Here, have some Prokofiev! This is his Classical Symphony (Symphony No.1), played by the Danmarks Radio SymfoniOrkestret under Thomas Søndergård.
… the flute part in the 4th moment is auywtejkaesdfgerrhjqw.
"He stared up at the stars: and it seemed to him then that they were dancers, stately and graceful, performing a dance almost infinite in its complexity. He imagined he could see the very faces of the stars; pale, they were, and smiling gently, as if they had spent so much time above the world, watching the scrambling and the joy and the pain of the people below them, that they could not help being amused every time another little human believed itself the center of its world, as each of us does."

(via cinnahearts)
"This will be our reply to violence: to make music more intensely, more beautifully, more devotedly than ever before."
(via musicmajorhaikus)
Schubert’s Arpeggione Sonata - arranged for Cello and Piano
Performed by Yo-Yo Ma & Emanuel Ax
(via silent-cellist)
Vancouver Symphony Orchestra’s 2013/2014 season
I didn’t think it was possible to cram so many awesome pieces into one season.
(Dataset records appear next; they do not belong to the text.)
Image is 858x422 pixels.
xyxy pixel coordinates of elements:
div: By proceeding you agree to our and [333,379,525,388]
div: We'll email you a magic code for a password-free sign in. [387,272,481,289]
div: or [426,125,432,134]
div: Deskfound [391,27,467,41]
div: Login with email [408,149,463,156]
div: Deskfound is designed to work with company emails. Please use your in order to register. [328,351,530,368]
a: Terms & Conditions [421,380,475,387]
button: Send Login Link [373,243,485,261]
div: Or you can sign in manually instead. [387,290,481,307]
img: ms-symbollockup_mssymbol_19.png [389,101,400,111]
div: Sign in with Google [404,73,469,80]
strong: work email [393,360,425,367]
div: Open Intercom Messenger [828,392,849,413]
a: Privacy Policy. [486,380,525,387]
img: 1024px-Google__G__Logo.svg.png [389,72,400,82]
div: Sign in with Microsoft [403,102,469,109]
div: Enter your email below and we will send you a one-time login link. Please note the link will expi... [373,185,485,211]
Time permitting, I am going to try and catch as many of these concerts as possible! :)
- Beethoven: Piano Concerto No.5 “Emperor”
- Tchaikovsky: Symphony No.1 “Winter Dreams”
- Dvorak: Violin Concerto in A minor
- Mahler: Symphony No.9
- Mozart: Piano Concerto No.27
- Beethoven: Symphony No.6 “Pastoral”
- Beethoven: Symphony No.9
- Chopin: Piano Concerto No.1
- Rimsky-Korsakov: Scheherazade
- Bruch: Scottish Fantasy
- Bach: Concerto for Two Violins
- Dvorak: Serenade for Strings in E major
- Mussorgsky/Ravel: Pictures at an Exhibition
And you thought I was finished. I haven’t even mentioned the best part yet!! The VSO’s 2014 Spring Festival features Rachmaninoff. *Commence arm-flailing.* I wouldn’t miss it for the world.
- Rachmaninoff: Symphony No.2
- Rachmaninoff: Piano Concerto #2
- Rachmaninoff: Piano Concerto #3
- Rachmaninoff: Rhapsody on a Theme by Paganini

a welcome distraction.
What I should be doing right now: working on my humongous neurobiology review paper on spinocerebellar ataxia (the disease featured in 1 Litre of Tears!) that’s worth 45% of my course mark.
What I’m actually doing right now: playing Professor Layton and the Miracle Mask on my new 3DS ʘ‿ʘ

The Mad Tea-Party
(via theblackquill)

“That Western Blot is way too perfect. It can’t be real.” #hacks
"I do not want people to be very agreeable, as it saves me the trouble of liking them a great deal."